Chinese scientists create seawater-resistant rice capable of feeding 200 million additional people by 2030
Credit(s): Canva

Chinese scientists have successfully developed revolutionary salt-tolerant "seawater rice" by overexpressing genes from wild rice varieties, enabling cultivation in saline and alkaline coastal soils where traditional rice cannot survive, according to the South China Morning Post.

The groundbreaking project was initiated by the late Yuan Longping, known as China's "father of hybrid rice," and is now being advanced by the Qingdao Saline-Alkali Tolerant Rice Research Centre, with trial fields in Tianjin achieving impressive yields of 4.6 metric tons per acre.

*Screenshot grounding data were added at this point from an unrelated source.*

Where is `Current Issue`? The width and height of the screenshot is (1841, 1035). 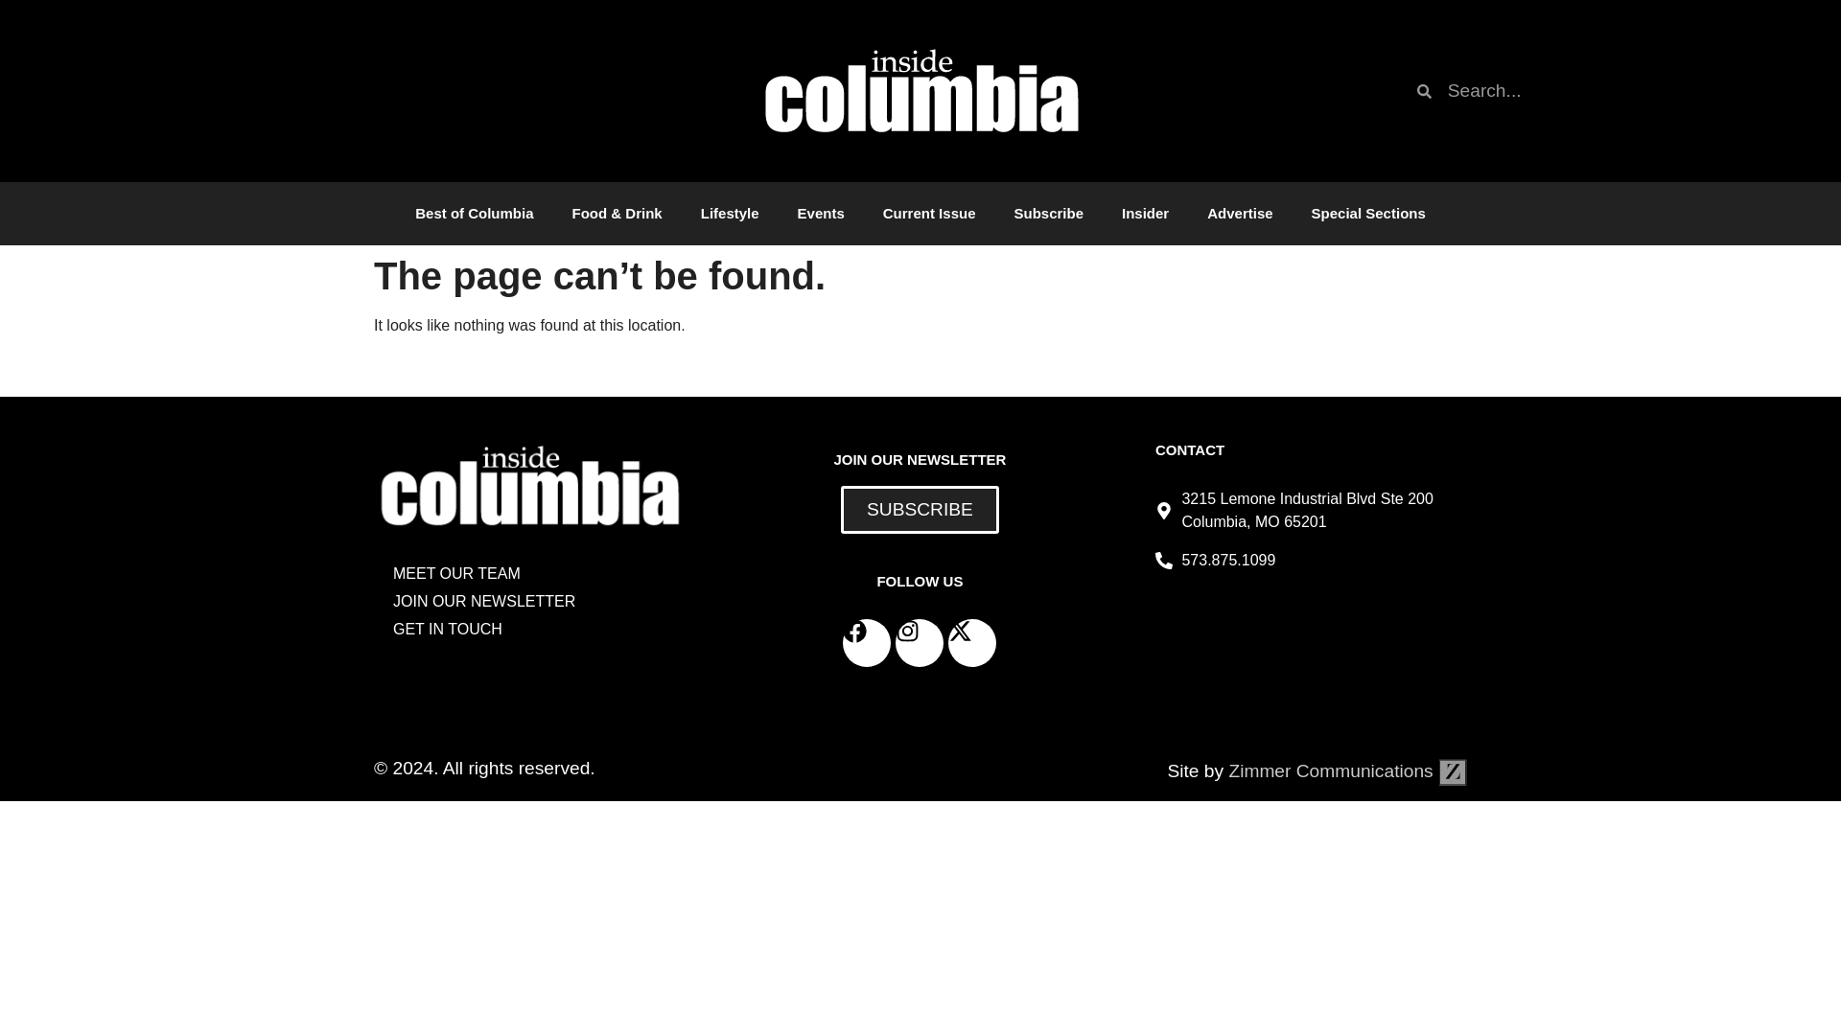 Current Issue is located at coordinates (929, 213).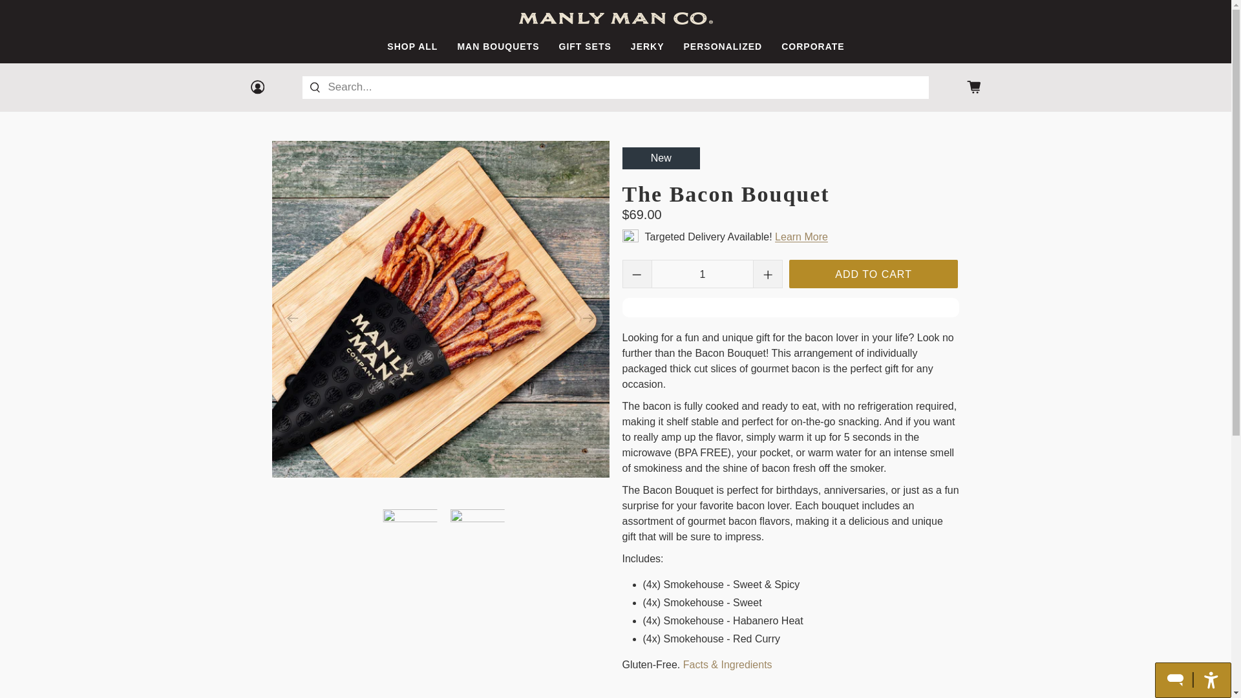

As of 2024, over 400,000 hectares have been successfully planted with this innovative rice strain, with ambitious expansion plans targeting 667,000 hectares this year to maximize agricultural productivity in previously unusable land.

Dialogue Earth reports that cultivating seawater rice on just one-tenth of China's saline soil could boost national rice production by nearly 20%, potentially providing enough food to sustain 200 million people by 2030.

This agricultural breakthrough not only strengthens China's food security but also offers a crucial adaptation strategy for addressing climate change challenges, rising sea levels, and the ongoing reduction of arable farmland across the nation.